Last month, the US Congress banned the Chinese-owned platform from all government devices, and now members are saying they want to install still more social media regulations for the new year. So Instagram, Twitter, and Facebook all better watch their backs in 2023 because Congress might be creeping.

The Ban-ish Hammer

The TikTok ban was cited as a national security measure rather than a way to keep federal staffers from wasting their time finding out if it was a “bones or no bones” day. Chinese companies are required by law to hand over user data to their government if requested, but while TikTok and its parent company ByteDance have repeatedly said no US user data is accessed by China, leaked audio from company meetings says otherwise.

Now Congress wants to go even further.
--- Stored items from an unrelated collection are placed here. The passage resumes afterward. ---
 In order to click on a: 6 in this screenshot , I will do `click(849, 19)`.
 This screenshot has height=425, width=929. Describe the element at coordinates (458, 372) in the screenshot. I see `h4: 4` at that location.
Voicing concern for America’s mental state, Rep. Mike Gallagher of Wisconsin called TikTok “digital fentanyl” and said it should be banned throughout the entire country. “It’s highly addictive and destructive,” he said on NBC’s Meet the Press. Taking on Big Tech won’t be easy, though. As we all know, the only thing more powerful than Capitol Hill lawmakers are Silicon Valley lobbyists:

  • In 2020, the Trump administration tried banning TikTok nationwide and removing it from Apple and Google app stores, but federal judges halted the action, saying Trump would be overstepping his emergency economic powers.
  • Last year, Congress failed to pass multiple bills that would regulate big tech and social media such as the Kids Online Safety Act and an antitrust measure that would have prohibited major companies like Amazon and Google from promoting their products unfairly over smaller businesses that rely on their services.
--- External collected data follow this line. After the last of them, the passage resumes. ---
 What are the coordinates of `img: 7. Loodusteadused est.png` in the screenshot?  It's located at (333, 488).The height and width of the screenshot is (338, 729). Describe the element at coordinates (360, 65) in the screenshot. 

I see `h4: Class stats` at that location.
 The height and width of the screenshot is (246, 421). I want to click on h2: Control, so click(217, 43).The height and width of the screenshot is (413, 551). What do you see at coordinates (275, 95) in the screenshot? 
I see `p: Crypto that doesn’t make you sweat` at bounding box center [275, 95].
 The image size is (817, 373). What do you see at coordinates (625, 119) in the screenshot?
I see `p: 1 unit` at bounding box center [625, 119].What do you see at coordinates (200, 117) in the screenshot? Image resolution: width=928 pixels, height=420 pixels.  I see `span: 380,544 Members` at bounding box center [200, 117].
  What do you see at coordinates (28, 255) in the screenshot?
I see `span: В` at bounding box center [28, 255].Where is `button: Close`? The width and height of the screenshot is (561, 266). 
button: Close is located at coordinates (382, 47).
Sen. Amy Klobuchar of Minnesota said even when a bill has strong bi-partisan support, the tech lobby is so powerful that promising legislation can disintegrate “within 24 hours.”

Way Behind the 8 Ball: The US is a relative piker when it comes to regulating tech. The EU became big tech’s biggest adversary in 2022 when it passed the Digital Markets Act, which seeks to reign in the market dominance of gatekeepers like Microsoft, Meta, and Apple and level the playing field for smaller, third-party tech companies. In countries like France, Germany, and Singapore, social media companies have only 24 hours to remove hateful content, extremist views, and misinformation from their sites or risk being fined millions of dollars. Frances Haugen, the whistleblower who claimed Facebook’s lax security allows for the spread of misinformation and harms the mental state of young users, said the US feels like “we’re back in 1965, we don’t have seatbelt laws yet.” Sounds like the makings of a TikTok challenge.